Wilhelm Röpke seems to have been thinking about death when he wrote A Humane Economy, which was his final book.  He wrote at the beginning of the book that he was a “coeval” of the twentieth century but “he cannot hope to see its end.”  He seems to have wanted his readers to consider their own deaths as well.  While those acquainted with Röpke’s thought will be familiar with his emphasis on the moral conditions of the market, perhaps some have not noticed the recurring theme of mortality in A Humane Economy.  Röpke was not arguing for some persistent, morbid contemplation of mortality.  Neither does this brief essay argue such a thing.  Instead, I only seek to point out something that readers of Röpke’s book might have heretofore missed, and to suggest that Röpke believed that it merits attention.

When it first appeared in 1958, A Humane Economy was published under the title Jennets von Angebot und Nachfrage (Beyond Supply and Demand).  The conditions necessary, Röpke argued, for the perpetuation of the free market lie “beyond supply and demand.”  Those things beyond supply and demand that make life worth living are what he called the “vital things.”  Money cannot buy all that we need to live: “Man simply does not live by radio, automobiles, and refrigerators alone, but by the whole unpurchasable world beyond the market and turnover figures, the world of dignity, beauty, poetry, grace, chivalry, love, and friendship, the world of community, variety of life, freedom, and fullness of personality.”  No free enterprise exists without property rights, the rule of law, and free prices, but these institutional features of the free market depend upon something deeper – a cultural commitment to certain vital things that matter more than prices and which themselves can have no price.

That recurring phrase in the book, “vital things,” refers to those “which give meaning, dignity, and inner richness to life,” a definition that renders odd, perhaps, the inclusion of death itself in his list of vital things.  The word “vital” itself makes it odd: death seems to be necessary for good life.  Why?

The most immediate economic consequence of the forgetting of death is that it seems to erode the moral norms that preserve a healthy market.  John Maynard Keynes’ (in)famous line that “in the long run, we are all dead,” says Röpke, “reveals an utterly unbourgeois unconcern for the future, which has become the mark of a certain style of modern economic policy and inveigles us into regarding it as a virtue to contract debts and as foolishness to save.”  Delayed gratification becomes rare, impatience the norm.

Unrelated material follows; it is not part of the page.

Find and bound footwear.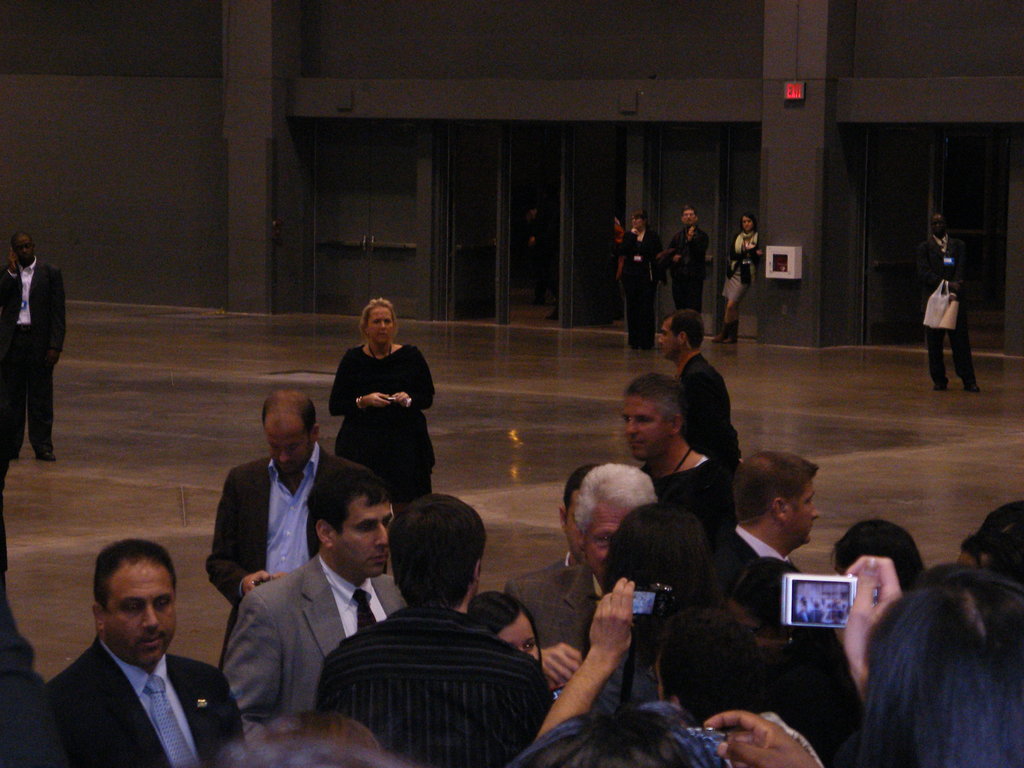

By contrast, Röpke writes that a healthy society is one in which one seeks to “live one’s life as a consistent and coherent whole extending beyond death to one’s descendants rather than a series of brief moments of enjoyment followed by the headaches of the morning after.”  Such a society embodies certain salutary habits such as “individual effort and responsibility, absolute norms and values, independence based on ownership, prudence and daring, calculating and saving, responsibility for planning one’s own life…a sense of tradition and the succession of generations combined with an open-minded view of the present and the future, proper tension between individual and community, firm moral discipline, respect for the value of money, [and] the courage to grapple on own with life and its uncertainties.”  

Not a morbid obsession with death but a cultural consciousness of it seems to be among those vital things that encourage those salutary habits.  But birth, sickness, and finally death often no longer take place in the places that we live but instead in hospitals.  Ropke scorned “distant cemeteries” as “human refuse heaps… prudently removed” from daily life.  Yet in much of the modern west, with smaller families and the modern phenomenon of the nuclear family, many of us see death more rarely in our youths than most people once did.  What’s more, our society pleasantly guards us from death with various circumlocutions (“passed on”) and with various means of sterilizing the agony and suffering of life (“prudently removed” cemeteries).

Röpke therefore opposed what he called “the asymmetry of the market” – that is, the tendency of market society to bleed market forces into areas of life which contain an intrinsic goodness and which should be free of those forces.  The vital things – those things beyond supply and demand – often resist monetary valuation, and as such, they atrophy in the absence of a vigilant preservation of them.  A proper regard for the meaning of death seems to be one such item.  

 


Bill Reddinger has been a professor of political science at Regent University since 2010. Prior to that, he taught political science at Wheaton College in Illinois and at South Texas College. He received his undergraduate degree from Grove City College in Pennsylvania before completing his M.A. and Ph.D. in Political Science at Northern Illinois University, where his studies focused on the history of political philosophy and American political thought. You can also find Reddinger’s posts in the OLL Reading Room.